Hillary Clinton’s defenders will never stop making excuses for why she lost in 2016: It was Matt Lauer! It was James Comey! It was men being sexist! It was women being sexist! It was voter suppression! It was Citizens United! It was fake news! It was WikiLeaks! It was Facebook! It was the Russians!
Today, a new excuse: It was Jon Stewart!
In the middle of last week, Huma Abedin must have bustled over to Hillary’s place with a lovingly bound copy of the latest in cutting-edge academic research, a report that says Jon Stewart’s retirement is ACKSHULLY the reason Donald Trump won. We’ll all be able to hear more about this in Frau Pantsuit’s next memoir, “7,573 Other Reasons I Lost That Totally Were Not My Fault, You Ungrateful Pissants.”
The latest in cutting-edge political science/flat-earth theory is that after Stewart quit hosting a comedy show for liberals, the advantage swung to Trump because Democrats forgot there was an election or something.
Proving that the nation’s professoriate is even more obtuse than you would have suspected, Ethan Porter of George Washington University and Thomas J. Wood of Ohio State University note that when Stewart departed “The Daily Show,” ratings sank. “The transition at ‘The Daily Show’ spurred a 1.1 percent increase in Trump’s county-level vote share,” they claim in their paper, “Did Jon Stewart Elect Donald Trump? Evidence From Television Ratings Data” published in the journal Electoral Studies.
Hang on, “spurred”? Maybe go with “coincided with”? Correlation does not prove causation. If I happen to place my foot on a crumbly bit of sidewalk on the same day your mother suffers an unfortunate fracture in the vertebral column, it does not actually prove that stepping on a crack broke your mama’s back. Show me the mechanism by which my walking habits in New York caused spinal distress to Louise in Boca Raton, otherwise I’m not impressed.
Detecting polling movement of 1.1 percent may sound like a modest, defensible claim, but it is a massive number for a presidential election in which Trump won Pennsylvania, Michigan and Wisconsin by less than 1 percent. Reduce Trump’s share of the vote by one point and the “For Rent” sign goes back up on the Lincoln Bedroom, Sean Hannity starts having mysterious IRS problems and Cosmopolitan begins running regular cover stories on why cankles are sexy.
But how big of an influence could Stewart have been, considering the average audience for his top-10 most-watched episodes of “The Daily Show” was less than 3 million people — not even 1 percent of the population and not all of them of voting age?
Anyway, under Stewart’s successor, Trevor Noah, the new “Daily Show” only sank about 30 percent in the ratings (before it ticked up after that).
She’s a horrible politician, as corrupt as a medieval warlord and as cuddly as a leprotic armadillo.
So losing Stewart cost “The Daily Show” not even 1 million viewers per night in a country with 300 million citizens.
I’m kinda skeptical that Stewart’s Obama-worshipping audience suddenly lost interest in turning up to vote because they could no longer watch Stewart make mock-horrified faces at out-of-context sound bites. Anyway, it’s not like there was no place for liberals to turn to for late-night comedy; after Stewart retired, Jimmy Kimmel and Seth Meyers and “SNL” carried on with his tactics, Stephen Colbert’s audience grew and Stewart fans stampeded over to watch John Oliver on HBO on Sunday nights. Stewart may be gone, but Stewart-ism is bigger than ever.
I suppose next week we’ll be hearing that Hillary lost because so many of her voters went to the movies on election night to catch “Boo! A Madea Halloween.”
How long will it take academia and the pundit class to learn that dropped objects fall to earth, water is wet and Hillary Clinton’s biggest problem was Hillary Clinton? She’s a horrible politician, as corrupt as a medieval warlord and as cuddly as a leprotic armadillo.
As Dennis Miller puts it in his special “Fake News, Real Jokes,” “They could have passed out a big sheet of paper that had two boxes on it, one that said ‘Hillary’ and one that said ‘not Hillary,’ and I was gonna put my X in the ‘not-Hillary’ box, OK?”
Kyle Smith is critic-at-large for National Review.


• [Your instructions] In the data below, find every line with the string "ffffff" and pull it out.

• [Data supplied]
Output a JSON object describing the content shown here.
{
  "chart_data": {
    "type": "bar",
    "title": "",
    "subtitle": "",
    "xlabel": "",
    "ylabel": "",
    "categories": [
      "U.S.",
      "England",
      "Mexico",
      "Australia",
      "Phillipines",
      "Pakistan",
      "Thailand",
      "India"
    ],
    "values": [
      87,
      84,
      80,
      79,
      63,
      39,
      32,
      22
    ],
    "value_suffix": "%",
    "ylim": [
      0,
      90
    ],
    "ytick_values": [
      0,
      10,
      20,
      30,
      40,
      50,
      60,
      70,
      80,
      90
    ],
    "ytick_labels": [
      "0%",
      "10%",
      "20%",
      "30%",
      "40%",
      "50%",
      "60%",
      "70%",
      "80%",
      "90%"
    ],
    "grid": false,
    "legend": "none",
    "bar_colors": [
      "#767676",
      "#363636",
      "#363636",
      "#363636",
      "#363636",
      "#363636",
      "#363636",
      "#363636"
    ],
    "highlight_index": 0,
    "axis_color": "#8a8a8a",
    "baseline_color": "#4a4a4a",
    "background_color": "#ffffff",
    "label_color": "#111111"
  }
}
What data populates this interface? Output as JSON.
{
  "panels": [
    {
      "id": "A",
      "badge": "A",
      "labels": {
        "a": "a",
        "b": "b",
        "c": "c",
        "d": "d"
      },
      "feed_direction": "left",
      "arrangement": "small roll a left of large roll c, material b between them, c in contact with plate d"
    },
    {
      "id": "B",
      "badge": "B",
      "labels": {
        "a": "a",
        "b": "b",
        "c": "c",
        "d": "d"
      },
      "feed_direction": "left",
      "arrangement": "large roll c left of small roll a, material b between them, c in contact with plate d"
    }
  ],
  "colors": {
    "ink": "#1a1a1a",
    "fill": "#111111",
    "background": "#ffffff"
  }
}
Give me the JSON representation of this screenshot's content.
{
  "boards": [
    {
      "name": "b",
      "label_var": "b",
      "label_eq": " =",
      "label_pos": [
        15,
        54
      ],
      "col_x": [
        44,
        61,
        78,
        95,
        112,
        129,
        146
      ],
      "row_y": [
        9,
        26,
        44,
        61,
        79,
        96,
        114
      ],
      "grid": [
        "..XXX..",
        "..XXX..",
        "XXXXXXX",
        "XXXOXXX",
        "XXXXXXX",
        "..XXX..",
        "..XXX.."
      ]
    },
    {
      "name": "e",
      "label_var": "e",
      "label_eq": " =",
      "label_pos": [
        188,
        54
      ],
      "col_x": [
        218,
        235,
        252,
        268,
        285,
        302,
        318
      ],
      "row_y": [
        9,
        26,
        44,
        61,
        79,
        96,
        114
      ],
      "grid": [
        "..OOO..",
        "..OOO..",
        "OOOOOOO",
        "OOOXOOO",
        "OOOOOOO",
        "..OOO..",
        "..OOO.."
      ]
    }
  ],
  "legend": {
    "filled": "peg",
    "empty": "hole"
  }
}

• [Solution to this exercise]
    "background_color": "#ffffff",
    "background": "#ffffff"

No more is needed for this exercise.